Apparitions that became famous and universally recognised are Guadalupe, La Salette, Lourdes and Fatima. At Medjugorje in 1981, witness Ivan Dragicevic reiterated the call to daily conversion with five weapons against Satan – prayer with the heart, fasting, reading the Bible, monthly confession and frequent Holy Communion.

Turning to Mary for help and mercy has been a constant in the Church; from the Middle Ages onwards, devotion to Mary has become an even more integral part of Catholic life.

Popular religion is intensely human and emotionally charged, yet tends to be uncritical in accepting propositions of faith. The relationship between the believer and God or Mary tends to be a contractual one. In return for prayer, penance or the fulfilment of a vow, God bestows favours. With a growing enthusiasm for Marian apparitions, it is important to link them with pilgrimages.

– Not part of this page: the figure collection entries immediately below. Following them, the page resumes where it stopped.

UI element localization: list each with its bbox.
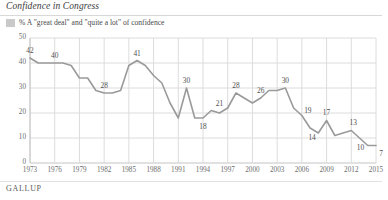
x-tick-label: 1982 bbox=[91, 166, 117, 174]
x-tick-label: 2000 bbox=[239, 166, 265, 174]
source-attribution: GALLUP bbox=[6, 184, 42, 193]
footer-divider bbox=[0, 181, 382, 182]
data-label: 14 bbox=[303, 133, 321, 142]
y-tick-label: 50 bbox=[6, 33, 26, 41]
data-label: 17 bbox=[318, 108, 336, 117]
x-tick-label: 1997 bbox=[215, 166, 241, 174]
data-label: 10 bbox=[352, 143, 370, 152]
data-label: 21 bbox=[210, 99, 228, 108]
data-label: 28 bbox=[95, 81, 113, 90]
y-tick-label: 20 bbox=[6, 108, 26, 116]
data-label: 30 bbox=[276, 76, 294, 85]
y-tick-label: 30 bbox=[6, 83, 26, 91]
x-tick-label: 1988 bbox=[141, 166, 167, 174]
chart-legend: % A "great deal" and "quite a lot" of co… bbox=[6, 18, 164, 27]
plot-area: 01020304050 1973197619791982198519881991… bbox=[0, 30, 382, 182]
x-tick-label: 2012 bbox=[338, 166, 364, 174]
data-label: 28 bbox=[227, 81, 245, 90]
data-label: 42 bbox=[21, 46, 39, 55]
title-divider bbox=[0, 15, 382, 16]
x-tick-label: 1979 bbox=[66, 166, 92, 174]
x-tick-label: 2006 bbox=[289, 166, 315, 174]
x-tick-label: 2009 bbox=[314, 166, 340, 174]
x-tick-label: 1985 bbox=[116, 166, 142, 174]
page-title: Confidence in Congress bbox=[6, 1, 99, 11]
y-tick-label: 40 bbox=[6, 58, 26, 66]
x-tick-label: 1973 bbox=[17, 166, 43, 174]
data-label: 7 bbox=[372, 149, 388, 158]
legend-swatch-icon bbox=[6, 19, 15, 27]
x-tick-label: 2003 bbox=[264, 166, 290, 174]
x-tick-label: 1994 bbox=[190, 166, 216, 174]
data-label: 26 bbox=[252, 86, 270, 95]
data-label: 19 bbox=[299, 106, 317, 115]
x-tick-label: 1991 bbox=[165, 166, 191, 174]
data-label: 13 bbox=[344, 118, 362, 127]
data-label: 40 bbox=[46, 51, 64, 60]
x-tick-label: 1976 bbox=[42, 166, 68, 174]
y-tick-label: 0 bbox=[6, 158, 26, 166]
y-tick-label: 10 bbox=[6, 133, 26, 141]
data-label: 30 bbox=[178, 76, 196, 85]
legend-label: % A "great deal" and "quite a lot" of co… bbox=[19, 18, 164, 27]
data-label: 18 bbox=[194, 122, 212, 131]
x-tick-label: 2015 bbox=[363, 166, 388, 174]
data-label: 41 bbox=[128, 49, 146, 58]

For most of history, pilgrimages representing a ‘tear in the veil’ separating heaven and earth were made to the tombs of saints. Often they became a means of nearing God for those who were outside the official channels of access to the holy. Perhaps this still applies today for those who find access to the holy through apparitions rather than through the liturgical channels from which they may feel alienated.

A cautionary note

None of the 210 apparitions reported between 1928 and 1971 has received Church recognition. Even with those apparitions that had received earlier sanction, care must be taken.

La Salette has Mary saying that she gave the people six days to work, reserving  the seventh for herself. This is God’s prerogative rather than Mary’s.
Fatima’s vision of ‘souls falling into hell like leaves from the trees’ can be taken as sending the greater mass of humanity to hell, detracting from the redeeming power of the Lord’s passion, death and resurrection. No study has ever been done on the social, cultural and psychological conditioning of the visionaries.

Pilgrimages

On the visit to a shrine, the pilgrim is purified by penance and travel. Magical beliefs can abound at the shrine – in relics, images, and the efficacy of water from sacred springs – but these benefit only the pilgrim who has had a conversion of heart.

An established pilgrimage site operates like any social institution with liturgies and devotional services for an increasingly large group of pilgrim tourists. The literature surrounding Marian apparitions tends to be devotional and apologetic, defending and publicising what the authors believe to be appearances of Mary. Scholarly writings about apparitions are scarce, making the topic a difficult one.

There is no definitive Church teaching about what happens during an apparition. The United States Conference of Catholic Bishops has written, ‘Even when a “private revelation” has spread to the entire world, as in the case of Our Lady of Lourdes, and has been recognised in the liturgical calendar, the Church does not make mandatory the acceptance of the original story or of the particular forms of piety springing from it.’

Official church approval, limited to comparatively few apparitions, does not mean that the faithful are required to believe in the apparitions or in their historicity.

They are to be respected if they inspire people to deeper faith and consistent social action, and to be judged by their fruits: love, justice, and peace.

Healing tradition

Some apparitions are linked to long traditions of healing shrines; others have offered powerful messages of liberation for the under-privileged and oppressed.

Apparitions are usually experienced by the poor, mostly women, and the young. Could the appearances to women of all ages be an expression of a voice not being heard by the institutional Church forcing its way through the Church’s charismatic dimension? This charismatic feature tends to cause ambivalence towards apparitions in orthodox religion.

Mary often appears as healer and restorer of faith; the claim of miraculous cures at Marian shrines persists. Another constant is Mary pleading with God on our behalf. Last century, at Fatima, she became instrumental in Pius XII’s criticism of communism and the prayers for the conversion of Russia. But where were the prayers against Nazism, or the ravages of unbridled capitalism, a target of Pope Francis?